How to Protect VBA Code From Being Copied
Published: 2026-06-27 · Last reviewed: 2026-06-27 · By Noam Brand, founder, Excel Armor
Why the obvious method does not work
Almost everyone starts with Tools → VBAProject Properties → Protection → Lock project for viewing, sets a password, and assumes the code is safe. It is not. That password does not encrypt the code, it sets a flag that tells the Visual Basic Editor to hide the project. The macros are still stored, in full, inside the file. Free utilities, or a couple of minutes with a hex editor, remove the flag and reveal everything. The "VBA project unviewable" trick is the same idea with a different flag, and fails the same way. We cover the mechanics in why the VBA password is not protection.
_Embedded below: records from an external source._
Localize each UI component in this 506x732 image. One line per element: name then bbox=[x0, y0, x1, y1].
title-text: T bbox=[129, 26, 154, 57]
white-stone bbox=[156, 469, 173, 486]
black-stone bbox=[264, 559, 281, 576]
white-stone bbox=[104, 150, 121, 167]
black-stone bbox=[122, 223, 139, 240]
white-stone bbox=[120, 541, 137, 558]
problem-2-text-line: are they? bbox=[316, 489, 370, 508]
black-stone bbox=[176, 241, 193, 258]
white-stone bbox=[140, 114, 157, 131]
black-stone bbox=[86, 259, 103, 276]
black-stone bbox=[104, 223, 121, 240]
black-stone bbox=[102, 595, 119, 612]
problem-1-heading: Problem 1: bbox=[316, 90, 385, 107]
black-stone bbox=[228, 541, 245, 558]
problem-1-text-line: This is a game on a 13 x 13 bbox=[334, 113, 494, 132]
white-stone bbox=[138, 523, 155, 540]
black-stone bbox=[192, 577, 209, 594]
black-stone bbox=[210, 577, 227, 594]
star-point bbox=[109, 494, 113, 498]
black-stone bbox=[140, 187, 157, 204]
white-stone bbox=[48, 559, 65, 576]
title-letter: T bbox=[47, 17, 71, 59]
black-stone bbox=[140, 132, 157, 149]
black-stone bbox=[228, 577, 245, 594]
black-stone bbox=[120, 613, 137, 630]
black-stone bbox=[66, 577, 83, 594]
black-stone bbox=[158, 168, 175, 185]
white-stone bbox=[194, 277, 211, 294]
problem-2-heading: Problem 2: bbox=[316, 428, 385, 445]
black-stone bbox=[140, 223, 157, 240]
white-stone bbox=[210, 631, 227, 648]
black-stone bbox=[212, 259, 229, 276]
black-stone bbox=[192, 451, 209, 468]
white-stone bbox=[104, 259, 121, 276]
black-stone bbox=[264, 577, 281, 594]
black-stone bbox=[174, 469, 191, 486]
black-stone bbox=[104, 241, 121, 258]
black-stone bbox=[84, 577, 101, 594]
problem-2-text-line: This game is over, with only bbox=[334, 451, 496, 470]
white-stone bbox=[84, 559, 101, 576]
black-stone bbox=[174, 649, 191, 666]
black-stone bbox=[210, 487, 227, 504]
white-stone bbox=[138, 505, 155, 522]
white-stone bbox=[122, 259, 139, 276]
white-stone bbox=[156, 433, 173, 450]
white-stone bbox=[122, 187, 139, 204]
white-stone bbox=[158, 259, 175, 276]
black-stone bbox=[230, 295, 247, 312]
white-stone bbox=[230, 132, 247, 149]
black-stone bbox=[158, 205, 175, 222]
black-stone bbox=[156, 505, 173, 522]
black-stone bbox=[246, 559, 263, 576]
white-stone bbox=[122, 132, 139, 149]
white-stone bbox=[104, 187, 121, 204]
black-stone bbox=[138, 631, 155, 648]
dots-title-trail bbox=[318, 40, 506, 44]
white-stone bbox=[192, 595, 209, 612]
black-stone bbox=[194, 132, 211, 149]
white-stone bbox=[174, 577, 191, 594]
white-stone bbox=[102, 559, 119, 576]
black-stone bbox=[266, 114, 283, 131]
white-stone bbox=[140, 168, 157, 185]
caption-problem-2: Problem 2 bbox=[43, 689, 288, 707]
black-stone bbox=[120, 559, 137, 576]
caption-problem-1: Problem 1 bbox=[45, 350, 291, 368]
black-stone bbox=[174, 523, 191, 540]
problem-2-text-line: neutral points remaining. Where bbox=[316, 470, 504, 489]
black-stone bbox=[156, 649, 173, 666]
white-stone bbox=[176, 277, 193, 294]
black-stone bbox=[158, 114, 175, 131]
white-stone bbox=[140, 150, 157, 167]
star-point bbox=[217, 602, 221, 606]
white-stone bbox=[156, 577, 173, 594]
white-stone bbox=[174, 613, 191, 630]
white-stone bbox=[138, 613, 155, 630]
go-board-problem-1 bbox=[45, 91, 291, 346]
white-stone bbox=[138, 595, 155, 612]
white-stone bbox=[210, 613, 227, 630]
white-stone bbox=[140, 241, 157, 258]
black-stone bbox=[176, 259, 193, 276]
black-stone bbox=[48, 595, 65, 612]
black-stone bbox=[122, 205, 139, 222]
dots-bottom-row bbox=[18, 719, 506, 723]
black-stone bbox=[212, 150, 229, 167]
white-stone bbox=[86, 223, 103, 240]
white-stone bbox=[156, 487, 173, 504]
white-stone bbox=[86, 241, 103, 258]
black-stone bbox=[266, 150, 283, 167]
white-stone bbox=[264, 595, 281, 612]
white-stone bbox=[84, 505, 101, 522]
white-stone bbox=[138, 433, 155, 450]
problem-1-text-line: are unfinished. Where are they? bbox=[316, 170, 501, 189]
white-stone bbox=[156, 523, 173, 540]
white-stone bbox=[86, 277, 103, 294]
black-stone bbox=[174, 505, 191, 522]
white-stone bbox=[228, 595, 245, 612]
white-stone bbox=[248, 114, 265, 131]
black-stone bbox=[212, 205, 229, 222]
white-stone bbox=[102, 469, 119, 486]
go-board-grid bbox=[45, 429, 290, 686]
The lesson: if the source is still in the file, it is not protected. Real protection has to take the source out of the artifact you hand to your users.
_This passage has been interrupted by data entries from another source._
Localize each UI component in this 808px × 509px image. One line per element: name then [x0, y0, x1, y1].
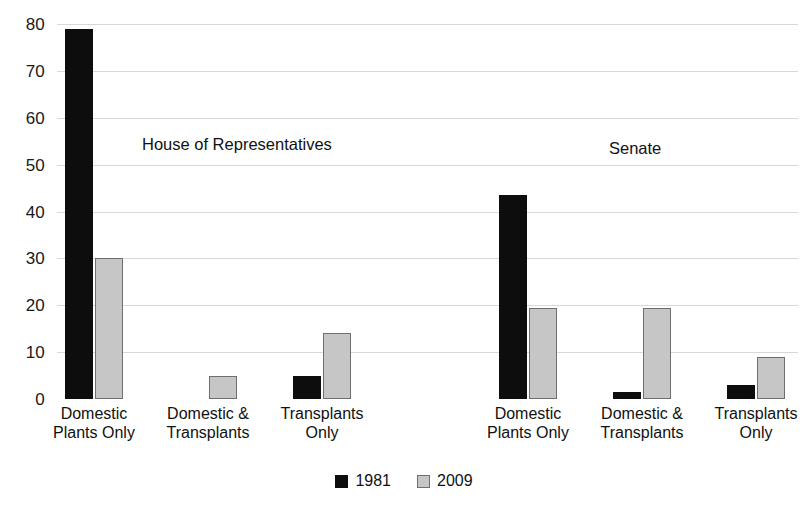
- bar: [293, 376, 321, 399]
- legend-label: 2009: [437, 473, 473, 489]
- y-axis-tick-label: 40: [0, 212, 45, 229]
- panel-title: House of Representatives: [142, 136, 332, 153]
- y-axis-tick-label: 10: [0, 352, 45, 369]
- plot-area: [57, 24, 798, 399]
- x-axis-category-label: Transplants Only: [252, 404, 392, 442]
- bar: [727, 385, 755, 399]
- legend-swatch: [335, 475, 348, 488]
- y-axis-tick-label: 70: [0, 71, 45, 88]
- gridline: [57, 305, 798, 306]
- gridline: [57, 24, 798, 25]
- gridline: [57, 165, 798, 166]
- bar: [757, 357, 785, 399]
- y-axis-tick-label: 30: [0, 258, 45, 275]
- bar: [643, 308, 671, 399]
- gridline: [57, 71, 798, 72]
- y-axis-tick-label: 50: [0, 165, 45, 182]
- legend-label: 1981: [355, 473, 391, 489]
- gridline: [57, 258, 798, 259]
- bar: [323, 333, 351, 399]
- legend-item: 1981: [335, 473, 391, 489]
- gridline: [57, 118, 798, 119]
- bar: [95, 258, 123, 399]
- y-axis-tick-label: 80: [0, 24, 45, 41]
- bar: [65, 29, 93, 399]
- x-axis-category-label: Transplants Only: [686, 404, 808, 442]
- bar: [499, 195, 527, 399]
- legend-item: 2009: [417, 473, 473, 489]
- gridline: [57, 352, 798, 353]
- gridline: [57, 212, 798, 213]
- bar: [613, 392, 641, 399]
- bar: [529, 308, 557, 399]
- bar-chart: 01020304050607080 House of Representativ…: [0, 0, 808, 509]
- legend: 19812009: [0, 473, 808, 489]
- panel-title: Senate: [609, 140, 661, 157]
- legend-swatch: [417, 475, 430, 488]
- bar: [209, 376, 237, 399]
- y-axis-tick-label: 60: [0, 118, 45, 135]
- y-axis-tick-label: 20: [0, 305, 45, 322]
- axis-baseline: [57, 399, 798, 400]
The four steps that actually protect VBA
- Stop treating the password as security. Keep it if you like for tidiness, but assume anyone who wants the code can read it as long as the VBA is in the file.
- Remove the source from the shipped file. Convert your VBA business logic to .NET source and compile it. Once compiled, the original VBA no longer exists in what you distribute, there is nothing to "unlock."
- Obfuscate the compiled code. Apply industry-standard .NET IL obfuscation so that even decompiling the assembly yields tangled, hard-to-read output rather than your clean logic.
- Sign it and control distribution. Code-sign the add-in with your own certificate so Windows and your customers trust it, and add licensing hooks so a single purchase cannot be freely passed around.
The result is a native Excel XLL add-in that behaves like any other add-in for your users, while the valuable logic ships as compiled, obfuscated machine-level code instead of readable VBA.
Do you have to rewrite everything in .NET?
No. The practical approach keeps your UI in VBA (Ribbon, UserForms, the parts that are tedious to rebuild) and moves only the business logic out to compiled .NET. A migration tool does the VBA-to-VB.NET conversion for you. Excel Armor's Migrator, for example, converts the logic and produces a ready-to-compile MSBuild project, and the Armor step packages, obfuscates, and prepares it for signing. You stay in control of the readable VB.NET source.
What protection cannot do
No method makes reverse-engineering impossible. A determined, well-resourced attacker can attempt to deobfuscate compiled .NET. The goal is not perfection, it is raising the cost of copying past the point where it is worth it for the realistic threats: resold workbooks, lifted formulas, code taken by a departing employee. Compiling and obfuscating moves that cost from "free tool, a few seconds" to "expert, many weeks." Any product that promises "uncrackable" is overselling, and that is a reason to be skeptical of it.
See where your workbook stands
Take the free 2-minute self-assessment, or read the security guide that walks through every protection method in plain language.
Free VBA protection check Download security guide (PDF)Related reading
- Best ways to protect VBA code in 2026, ranked
- Why the built-in VBA password is not protection
- Can VBA really be protected? What works and what does not
- How to stop people copying your Excel macros
- Excel Armor pricing & founding launch offer
Published by Excel Armor, which sells a VBA protection tool and therefore has a commercial interest in your conclusion. The technical claims above are about how Excel and VBA actually work and are verifiable independently. Spot an error? Tell us.